While stronger flares have the potential to inflict damage on or near Earth, very few of them actually do. Dibyendu Nandi, a solar astrophysicist at the Centre of Excellence in Space Sciences India (CESSI), IISER Kolkata, said that a truly “killer” flare, such as one that could disrupt GPS navigation and shut down power grids, happens around once every century. The last such storm occurred in 1859 – called the Carrington event – and a somewhat less stronger one occurred in 1989.
But while a very powerful flare would be statistically overdue, thus far, AR2770 hasn’t been showing any activity to indicate it may be the cause of such a storm.

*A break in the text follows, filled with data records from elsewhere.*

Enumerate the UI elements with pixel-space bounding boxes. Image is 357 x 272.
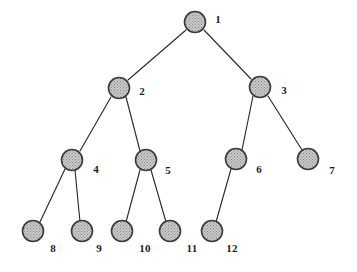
- node-label-11: 11: [187, 243, 198, 254]
- node-circle-6: [226, 149, 247, 170]
- tree-node-1[interactable]: [185, 12, 206, 33]
- tree-diagram: 123456789101112: [0, 0, 357, 272]
- node-label-12: 12: [226, 243, 237, 254]
- tree-node-4[interactable]: [62, 150, 83, 171]
- node-layer: [23, 12, 319, 242]
- edge-layer: [40, 30, 302, 222]
- node-label-8: 8: [50, 243, 56, 254]
- node-circle-2: [109, 78, 130, 99]
- tree-edge-4-9: [75, 170, 80, 222]
- tree-edge-3-6: [242, 96, 253, 150]
- tree-edge-6-12: [216, 169, 231, 222]
- node-label-1: 1: [215, 14, 221, 25]
- tree-edge-1-2: [128, 30, 186, 80]
- tree-node-5[interactable]: [136, 150, 157, 171]
- tree-node-2[interactable]: [109, 78, 130, 99]
- node-label-10: 10: [139, 243, 150, 254]
- tree-edge-5-10: [126, 170, 140, 222]
- tree-node-12[interactable]: [202, 221, 223, 242]
- tree-edge-2-4: [80, 97, 111, 151]
- tree-node-7[interactable]: [298, 149, 319, 170]
- node-label-2: 2: [139, 86, 145, 97]
- node-circle-9: [72, 221, 93, 242]
- node-label-4: 4: [93, 164, 99, 175]
- tree-edge-5-11: [151, 170, 166, 222]
- node-label-9: 9: [96, 243, 102, 254]
- node-label-5: 5: [165, 165, 171, 176]
- node-circle-10: [112, 221, 133, 242]
- tree-edge-1-3: [204, 30, 251, 79]
- tree-node-6[interactable]: [226, 149, 247, 170]
- node-circle-12: [202, 221, 223, 242]
- node-circle-8: [23, 221, 44, 242]
- tree-edge-4-8: [40, 169, 65, 222]
- node-circle-4: [62, 150, 83, 171]
- node-circle-1: [185, 12, 206, 33]
- node-circle-11: [160, 221, 181, 242]
- node-label-7: 7: [329, 165, 335, 176]
- tree-node-9[interactable]: [72, 221, 93, 242]
- tree-node-8[interactable]: [23, 221, 44, 242]
- tree-graphics: [0, 0, 357, 272]
- tree-edge-2-5: [126, 97, 140, 151]
- node-circle-7: [298, 149, 319, 170]
- tree-node-3[interactable]: [250, 77, 271, 98]
- node-circle-3: [250, 77, 271, 98]
- tree-edge-3-7: [268, 96, 302, 150]
- node-label-3: 3: [281, 85, 287, 96]
- tree-node-10[interactable]: [112, 221, 133, 242]
- node-label-6: 6: [256, 164, 262, 175]
- tree-node-11[interactable]: [160, 221, 181, 242]
- node-circle-5: [136, 150, 157, 171]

The ‘storm’ here refers to a geomagnetic storm. The Sun emits a continuous stream of particles out into space, called the solar wind. Charged particles in the solar wind have tiny magnetic fields of their own. As the wind hits Earth’s magnetosphere, which is the magnetic field that sheaths Earth, they interact in such a way that the shape of the magnetosphere could undergo temporary changes. The magnetosphere also becomes more or less energetic due to the exchange of electromagnetic energy. A geomagnetic storm is the name for these temporary disturbances in the magnetosphere.
Sunspots are (relatively) small patches on the Sun’s surface where a dense clump of magnetic fields has collected. They appear as darker spots because the fields push back on material flowing from inside the star to the surface, as well as on superhot plasma mixing around on the surface, keeping them cooler: about 4,500 K instead of the usual 6,000 K.

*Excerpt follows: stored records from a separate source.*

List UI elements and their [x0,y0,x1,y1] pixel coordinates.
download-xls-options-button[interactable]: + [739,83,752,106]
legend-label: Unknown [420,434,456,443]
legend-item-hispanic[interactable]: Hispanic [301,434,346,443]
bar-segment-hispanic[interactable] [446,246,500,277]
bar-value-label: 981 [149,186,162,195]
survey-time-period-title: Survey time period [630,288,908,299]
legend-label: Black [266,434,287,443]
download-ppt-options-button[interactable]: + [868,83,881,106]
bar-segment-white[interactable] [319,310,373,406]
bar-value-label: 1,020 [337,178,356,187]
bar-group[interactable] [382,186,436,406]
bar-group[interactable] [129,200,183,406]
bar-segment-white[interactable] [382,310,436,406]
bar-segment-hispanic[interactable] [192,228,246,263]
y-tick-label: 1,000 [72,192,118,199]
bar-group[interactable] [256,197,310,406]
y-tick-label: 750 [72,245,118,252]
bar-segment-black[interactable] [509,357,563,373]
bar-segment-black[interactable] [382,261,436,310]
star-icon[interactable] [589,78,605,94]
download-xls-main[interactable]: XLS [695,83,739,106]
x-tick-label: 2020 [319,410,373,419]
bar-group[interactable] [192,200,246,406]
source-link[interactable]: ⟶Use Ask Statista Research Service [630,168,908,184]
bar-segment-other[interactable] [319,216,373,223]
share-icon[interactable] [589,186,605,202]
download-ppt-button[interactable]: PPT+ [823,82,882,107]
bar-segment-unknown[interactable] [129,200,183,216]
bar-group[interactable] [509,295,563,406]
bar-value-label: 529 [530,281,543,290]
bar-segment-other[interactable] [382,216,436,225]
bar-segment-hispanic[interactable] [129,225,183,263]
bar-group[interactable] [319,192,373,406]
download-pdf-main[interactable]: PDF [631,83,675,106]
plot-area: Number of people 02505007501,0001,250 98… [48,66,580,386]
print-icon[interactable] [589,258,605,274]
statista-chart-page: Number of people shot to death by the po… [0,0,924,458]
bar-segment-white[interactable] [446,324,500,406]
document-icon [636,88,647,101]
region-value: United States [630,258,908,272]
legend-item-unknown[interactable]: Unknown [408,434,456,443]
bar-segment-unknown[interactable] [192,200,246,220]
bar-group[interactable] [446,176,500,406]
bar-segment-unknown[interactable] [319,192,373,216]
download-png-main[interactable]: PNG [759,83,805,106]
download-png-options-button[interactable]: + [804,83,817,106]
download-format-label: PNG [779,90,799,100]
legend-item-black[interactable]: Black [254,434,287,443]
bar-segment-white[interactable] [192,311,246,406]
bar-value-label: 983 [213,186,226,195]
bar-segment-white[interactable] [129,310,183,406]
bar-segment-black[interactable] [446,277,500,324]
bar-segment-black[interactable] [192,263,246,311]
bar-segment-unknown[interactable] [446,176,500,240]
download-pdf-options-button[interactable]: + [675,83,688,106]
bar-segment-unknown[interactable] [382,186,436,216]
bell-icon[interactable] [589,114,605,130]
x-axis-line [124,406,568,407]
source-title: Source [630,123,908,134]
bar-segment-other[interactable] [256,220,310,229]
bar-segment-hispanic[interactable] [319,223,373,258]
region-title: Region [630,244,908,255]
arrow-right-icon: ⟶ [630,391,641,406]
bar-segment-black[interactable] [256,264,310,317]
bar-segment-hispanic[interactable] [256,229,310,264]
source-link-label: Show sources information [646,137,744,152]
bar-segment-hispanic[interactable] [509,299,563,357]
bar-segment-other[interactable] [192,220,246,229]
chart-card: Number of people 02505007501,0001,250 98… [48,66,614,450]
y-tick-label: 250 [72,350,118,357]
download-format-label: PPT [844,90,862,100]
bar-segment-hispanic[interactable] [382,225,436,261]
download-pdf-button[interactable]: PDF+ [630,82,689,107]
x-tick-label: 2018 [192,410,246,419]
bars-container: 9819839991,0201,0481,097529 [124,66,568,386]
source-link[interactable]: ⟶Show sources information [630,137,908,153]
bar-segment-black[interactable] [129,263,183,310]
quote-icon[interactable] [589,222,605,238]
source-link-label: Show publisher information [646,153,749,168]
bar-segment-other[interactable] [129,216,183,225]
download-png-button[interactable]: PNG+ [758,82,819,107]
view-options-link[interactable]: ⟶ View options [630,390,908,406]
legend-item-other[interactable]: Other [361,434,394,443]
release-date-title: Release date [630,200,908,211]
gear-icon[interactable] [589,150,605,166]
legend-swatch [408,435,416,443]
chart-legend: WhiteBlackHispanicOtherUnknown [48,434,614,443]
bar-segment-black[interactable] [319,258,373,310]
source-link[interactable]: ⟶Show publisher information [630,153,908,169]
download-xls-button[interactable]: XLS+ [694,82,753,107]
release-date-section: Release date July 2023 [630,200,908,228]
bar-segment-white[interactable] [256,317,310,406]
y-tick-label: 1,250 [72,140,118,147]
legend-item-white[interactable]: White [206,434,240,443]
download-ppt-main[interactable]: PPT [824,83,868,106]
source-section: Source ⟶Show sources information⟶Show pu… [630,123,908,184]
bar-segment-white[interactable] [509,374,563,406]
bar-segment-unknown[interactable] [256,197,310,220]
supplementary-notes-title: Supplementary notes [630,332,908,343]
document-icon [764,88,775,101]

As solar activity increases in the first half of the solar cycle, sunspots become more common and more energy is imparted to the solar winds as well. As T.V. Venkateswaran reported in 2017, “When relatively fewer sunspots are on the [Sun’s] surface, the solar wind blows from the star’s equatorial region at 400 km/s and from the polar regions at nearly 700 km/s. When the sunspot activity is more pronounced, the magnetic fields become scrambled and the solar wind blows more energetically from all parts of the Sun.”
According to NASA, “Solar flares are a sudden explosion of energy caused by tangling, crossing or reorganising of magnetic field lines near sunspots.”
Space Weather Archive reported on August 3: “AR2770 has two dark cores (each about the size of Mars) and is crackling with minor B-class solar flares. Its potential for even stronger flares will become clear in the days ahead as the sunspot turns toward Earth, more fully revealing its magnetic complexity.” And in the last five days, according to Nandi, it doesn’t look like anything catastrophic is brewing.
“Solar cycle 25 is just beginning and new sunspots are starting to appear more frequently on the Sun. However, we don’t anticipate any ‘killer’ solar storm from a gigantic sunspot coming anytime soon,” Nandi said. “CESSI at IISER Kolkata was established with the goal of generating space-weather forecasts for the nation … and we see no chances of a strong flare.”
According to the International Business Times, an amateur astronomer named Martin Wise from Florida was the first to spot AR2770, earlier this month. On August 9, Wise uploaded a new set of images on Space Weather Gallery and wrote that he had taken another look at AR2770, and had observed a “pronounced light bridge”. A light bridge is a thin patch of solar material that has arisen within a cluster of sunspots, connecting material on either side of the spots with each other. It’s a sign that the AR2770 cluster is breaking up into smaller pieces – the beginning of its end.